Summary: A Safe, Sensible Object Caching Checklist
Quick decision checklist: enable now, test later, or skip
Use this quick check:
- Enable now if:
- You run WooCommerce or a membership site with noticeable backend or logged in slowdowns.
- Your server has enough free RAM for a modest Redis allocation.
- You are comfortable doing basic testing and monitoring.
- Test later if:
- Your performance bottlenecks are not clearly database related yet.
- You are still building out basic page caching and front end optimisation.
- Skip for now if:
- Your site is small, lightly loaded and mostly static.
- The server is already memory constrained.
What to document for future you (or your next host)
Once you set up object caching, document:
- Which backend you use (Redis or Memcached) and version.
- Key configuration settings such as
maxmemoryand eviction policy. - Any custom code or plugins that define object cache or Redis specific settings.
- Your standard procedure for flushing and for testing after major changes.

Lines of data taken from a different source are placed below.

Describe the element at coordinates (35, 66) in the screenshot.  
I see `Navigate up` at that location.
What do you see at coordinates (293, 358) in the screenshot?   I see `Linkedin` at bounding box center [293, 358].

Clear notes make migrations, upgrades and troubleshooting much easier, whether you are staying on a single server or moving to new infrastructure. If this all feels like too much to maintain in house, exploring managed WordPress hosting with G7Cloud and the G7 Acceleration Network can be a practical way to get sensible defaults, protection against bad bots and efficient caching without having to become a sysadmin yourself.